Instead of typing a program in a book, why not have your computer scan it? That’s the idea behind the Cauzin Softstrip Reader that will read 2D Bar codes into a computer as a means of loading software.
It was a brief time, but I do remember some magazines bought into printing these strips. There’s an article in this magazine, as well as an advert
I remember seeing few programs done that way, But for the the life of me, I can’t remember
were one got a reader from.
“Hey, let’s spend the price of a floppy drive on a device that can only read a small amount of software from certain publications!”
I guess, when 5.25" floppies were still too fragile to ship with a publication and you were all minded about distribution (or receiving such distributed software), it was still a viable option…
(Also, the fun probably really begins, when yoiu start saving your data by printing your own code strip. What floppy drive could campare to this sort of entertainment? )
It’s a good point, there came a time when magazines might have a cover disk - or a cover tape, or a cover CD. But for me those disks would have been the hard-shelled 3" disks. Of course this would increase the cost of the magazine.
Indeed, those cover disks could be very expensive. It wasn’t just the manufacturing of the disks and the production cost of glueing them to the cover, which was bad enough, but also the fact that they had a nasty habit of coming unglued.
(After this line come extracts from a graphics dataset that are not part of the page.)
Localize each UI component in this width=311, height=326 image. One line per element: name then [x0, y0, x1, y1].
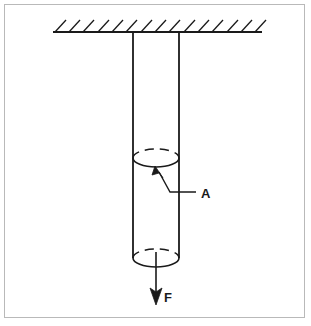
leader-line-A: [152, 166, 196, 192]
force-arrow-F: [150, 252, 162, 305]
leader-arrowhead: [152, 166, 163, 178]
cross-section-front-arc: [133, 158, 179, 167]
label-cross-section-A: A: [201, 186, 211, 201]
ceiling-hatching: [55, 20, 266, 32]
cross-section-back-arc: [133, 149, 179, 158]
mechanics-diagram: Hanging cylindrical rod under axial tens…: [0, 0, 311, 326]
ceiling-support: [53, 20, 266, 32]
figure-canvas: Hanging cylindrical rod under axial tens…: [0, 0, 311, 326]
cross-section-ellipse: [133, 149, 179, 167]
label-force-F: F: [164, 290, 172, 305]
leader-polyline: [159, 172, 196, 192]
rod-body: [133, 32, 179, 258]
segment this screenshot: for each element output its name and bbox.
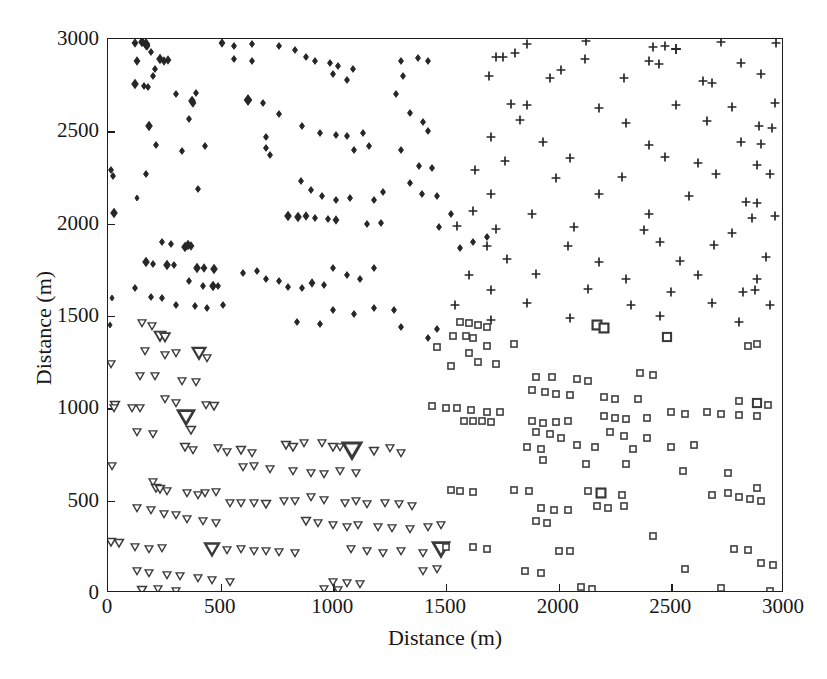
data-point-triangle-down — [223, 546, 231, 554]
data-point-triangle-down — [352, 469, 360, 477]
data-point-triangle-down — [397, 547, 405, 555]
data-point-triangle-down — [201, 489, 209, 497]
y-tick-label: 1500 — [57, 305, 99, 326]
data-point-triangle-down — [347, 545, 355, 553]
data-point-square — [599, 411, 608, 420]
data-point-diamond — [189, 99, 197, 107]
data-point-triangle-down — [388, 524, 396, 532]
data-point-square — [538, 419, 547, 428]
data-point-plus — [626, 300, 635, 309]
data-point-square — [446, 361, 455, 370]
data-point-diamond — [379, 189, 386, 196]
data-point-diamond — [164, 56, 172, 64]
data-point-square — [649, 371, 658, 380]
data-point-plus — [728, 228, 737, 237]
data-point-diamond — [424, 335, 431, 342]
data-point-plus — [580, 55, 589, 64]
data-point-triangle-down — [237, 499, 245, 507]
data-point-square — [473, 321, 482, 330]
data-point-square — [496, 408, 505, 417]
data-point-diamond — [218, 39, 226, 47]
data-point-triangle-down — [356, 580, 364, 588]
y-tick-label: 0 — [89, 582, 100, 603]
data-point-square — [527, 385, 536, 394]
data-point-triangle-down — [307, 493, 315, 501]
data-point-triangle-down — [147, 506, 155, 514]
data-point-square — [453, 404, 462, 413]
data-point-triangle-down — [145, 545, 153, 553]
data-point-diamond — [180, 242, 189, 251]
data-point-square — [734, 492, 743, 501]
data-point-plus — [772, 39, 781, 47]
data-point-diamond — [470, 239, 477, 246]
data-point-plus — [453, 221, 462, 230]
data-point-plus — [527, 210, 536, 219]
data-point-diamond — [147, 293, 154, 300]
data-point-diamond — [316, 130, 323, 137]
data-point-plus — [770, 212, 779, 221]
data-point-triangle-down — [280, 497, 288, 505]
data-point-diamond — [262, 276, 269, 283]
data-point-diamond — [204, 304, 211, 311]
data-point-triangle-down — [433, 541, 449, 557]
data-point-diamond — [370, 196, 377, 203]
data-point-diamond — [260, 99, 267, 106]
data-point-square — [509, 485, 518, 494]
data-point-plus — [491, 53, 500, 62]
data-point-plus — [570, 223, 579, 232]
data-point-plus — [487, 315, 496, 324]
data-point-plus — [622, 119, 631, 128]
data-point-square — [590, 319, 603, 332]
data-point-square — [703, 408, 712, 417]
data-point-diamond — [433, 192, 440, 199]
data-point-square — [565, 547, 574, 556]
data-point-plus — [752, 199, 761, 208]
data-point-triangle-down — [363, 500, 371, 508]
data-point-square — [455, 317, 464, 326]
data-point-triangle-down — [131, 543, 139, 551]
data-point-square — [689, 441, 698, 450]
data-point-diamond — [109, 172, 116, 179]
data-point-diamond — [433, 325, 440, 332]
data-point-triangle-down — [160, 332, 170, 342]
data-point-triangle-down — [183, 489, 191, 497]
data-point-plus — [523, 39, 532, 48]
data-point-diamond — [168, 240, 175, 247]
data-point-diamond — [187, 242, 195, 250]
data-point-square — [680, 409, 689, 418]
data-point-diamond — [436, 224, 443, 231]
data-point-plus — [499, 53, 508, 62]
data-point-triangle-down — [302, 516, 311, 525]
data-point-triangle-down — [172, 587, 180, 591]
data-point-diamond — [209, 264, 218, 273]
data-point-square — [649, 531, 658, 540]
data-point-diamond — [195, 185, 202, 192]
data-point-plus — [545, 73, 554, 82]
data-point-triangle-down — [189, 446, 197, 454]
data-point-square — [572, 441, 581, 450]
data-point-triangle-down — [408, 502, 416, 510]
data-point-diamond — [141, 39, 151, 49]
data-point-square — [552, 389, 561, 398]
data-point-triangle-down — [236, 445, 245, 454]
data-point-diamond — [231, 56, 238, 63]
data-point-square — [442, 404, 451, 413]
data-point-diamond — [187, 96, 196, 105]
data-point-diamond — [243, 95, 253, 105]
data-point-diamond — [350, 146, 357, 153]
data-point-triangle-down — [203, 354, 211, 362]
data-point-triangle-down — [145, 569, 153, 577]
data-point-triangle-down — [250, 462, 258, 470]
data-point-triangle-down — [110, 400, 119, 409]
data-point-square — [766, 587, 775, 591]
data-point-diamond — [133, 57, 141, 65]
data-point-diamond — [275, 43, 282, 50]
data-point-diamond — [359, 130, 366, 137]
data-point-diamond — [171, 262, 178, 269]
data-point-plus — [757, 140, 766, 149]
data-point-triangle-down — [187, 426, 196, 435]
data-point-diamond — [456, 244, 463, 251]
data-point-plus — [750, 286, 759, 295]
data-point-triangle-down — [212, 519, 220, 527]
data-point-triangle-down — [336, 467, 344, 475]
That made the magazine unsaleable by the retailer, which meant a higher level of returns (many magazines were distributed on a sale-or-return basis), thus increasing the overall cost of the issue and hitting circulation figures. Then there was the support cost of readers calling to complain ‘my disk doesn’t work’. Of course, once a few magazines did cover-mount disks, everyone had to do them.
I’ve a feeling that in the US, magazines often came in the mail, and the postal service had special pricing for that. It might be that cover disks wouldn’t be viable in that world.
You might be right. Back when I was still in the magazine biz (1980s to early 2000s) it was the case that US magazines lived or died by subscriptions. The US was too big to have the same kind of distribution networks that you had in the UK. That’s why, when you bought a new issue of a US magazine, the first thing that would happen is that half-a-dozen subscription cards would fall out of it. And there would be more stitched or stapled inside. They really needed those mail subs.
You can’t blame it all on the post. I was planning to order a subscription for Wireless World once
but they changed their payment plan, to US dollars for overseas, [from] UK Pounds. Here in Canada I would pay 50% more to convert to US,
and the US Dollar had a 50% exchange rate to Pounds on the subscription.They may have
also done something foolish with postal service as well like from standard mail to express.
At that time I as getting out of short wave radio and into computers, so saving for a computer had more priority, than Wireless World.
I think it’s always expensive to get things from overseas, whichever side of the sea you happen to live on.
For myself, I discovered Wireless World and subscribed for a year, but then felt that I’d picked the exact moment that the quality of the content had gone down.
[Edit: I tweaked your post Ben to avoid a derail.]
That, and the fact that modems and local calls were much more affordable in North America than in the UK. Maybe cover disks didn’t need to happen outside the UK
I think, data calls being regular phone calls (charged per minute, mabe out-of-town, maybe overseas, if a direct dial-in) was a general phenomenon in Europe. Subscriber flat rates were mostly unknown. – So, cover disks were highly welcome.
(I remember how revolutionary it was, when we [in Austria] got a special call-code zone for data providers, which was even cheaper than local calls. But this was only in the late 1990s – and it was still charged per minute.)
Why not barcoding with software and data the envelope and cover of the floppy disk to extend capacity?